Problem to solve => Below are records; reproduce exactly the lines from the one that has "The image size is (868, 488)." through the one that has "pyautogui.click(x=<x>, y=<y>)", ends included, and nothing more.

Dataset entries =>
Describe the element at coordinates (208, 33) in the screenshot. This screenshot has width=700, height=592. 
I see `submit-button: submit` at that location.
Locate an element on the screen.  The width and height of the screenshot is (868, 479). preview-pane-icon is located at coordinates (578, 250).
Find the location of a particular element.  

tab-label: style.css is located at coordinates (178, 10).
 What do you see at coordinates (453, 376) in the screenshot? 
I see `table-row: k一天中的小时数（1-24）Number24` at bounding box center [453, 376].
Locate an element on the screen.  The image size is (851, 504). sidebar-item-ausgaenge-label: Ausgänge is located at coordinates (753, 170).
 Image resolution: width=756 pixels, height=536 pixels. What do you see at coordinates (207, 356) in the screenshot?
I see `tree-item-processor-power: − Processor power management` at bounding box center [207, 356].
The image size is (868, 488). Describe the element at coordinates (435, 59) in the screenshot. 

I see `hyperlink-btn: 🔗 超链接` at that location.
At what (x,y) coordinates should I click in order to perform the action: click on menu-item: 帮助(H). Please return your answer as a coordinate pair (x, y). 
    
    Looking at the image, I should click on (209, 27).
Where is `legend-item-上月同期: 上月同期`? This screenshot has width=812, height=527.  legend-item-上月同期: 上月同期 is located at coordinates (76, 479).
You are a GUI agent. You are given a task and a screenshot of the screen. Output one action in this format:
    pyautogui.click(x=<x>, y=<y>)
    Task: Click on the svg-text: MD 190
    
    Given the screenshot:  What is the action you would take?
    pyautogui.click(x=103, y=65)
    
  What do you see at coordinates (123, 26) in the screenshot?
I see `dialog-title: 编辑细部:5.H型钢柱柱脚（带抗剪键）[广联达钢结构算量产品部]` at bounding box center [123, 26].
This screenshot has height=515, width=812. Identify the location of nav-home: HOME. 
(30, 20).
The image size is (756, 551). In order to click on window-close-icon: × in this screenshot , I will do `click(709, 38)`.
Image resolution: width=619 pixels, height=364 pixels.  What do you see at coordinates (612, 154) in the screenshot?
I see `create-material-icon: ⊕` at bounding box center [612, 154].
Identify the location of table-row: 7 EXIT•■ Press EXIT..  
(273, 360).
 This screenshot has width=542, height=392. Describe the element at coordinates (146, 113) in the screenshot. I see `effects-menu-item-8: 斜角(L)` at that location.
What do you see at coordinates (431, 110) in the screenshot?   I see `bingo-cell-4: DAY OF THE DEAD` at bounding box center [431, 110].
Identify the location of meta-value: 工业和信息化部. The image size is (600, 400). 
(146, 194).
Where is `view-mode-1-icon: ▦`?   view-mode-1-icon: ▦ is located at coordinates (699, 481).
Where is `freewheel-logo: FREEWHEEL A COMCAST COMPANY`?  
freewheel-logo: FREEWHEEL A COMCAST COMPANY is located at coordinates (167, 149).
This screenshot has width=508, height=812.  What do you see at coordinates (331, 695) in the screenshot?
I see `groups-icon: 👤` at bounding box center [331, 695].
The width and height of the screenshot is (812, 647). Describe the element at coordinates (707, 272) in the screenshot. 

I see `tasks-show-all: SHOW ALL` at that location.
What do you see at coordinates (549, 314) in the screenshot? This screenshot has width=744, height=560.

Exercise response =>
The image size is (868, 488). Describe the element at coordinates (435, 59) in the screenshot. 

I see `hyperlink-btn: 🔗 超链接` at that location.
At what (x,y) coordinates should I click in order to perform the action: click on menu-item: 帮助(H). Please return your answer as a coordinate pair (x, y). 
    
    Looking at the image, I should click on (209, 27).
Where is `legend-item-上月同期: 上月同期`? This screenshot has width=812, height=527.  legend-item-上月同期: 上月同期 is located at coordinates (76, 479).
You are a GUI agent. You are given a task and a screenshot of the screen. Output one action in this format:
    pyautogui.click(x=<x>, y=<y>)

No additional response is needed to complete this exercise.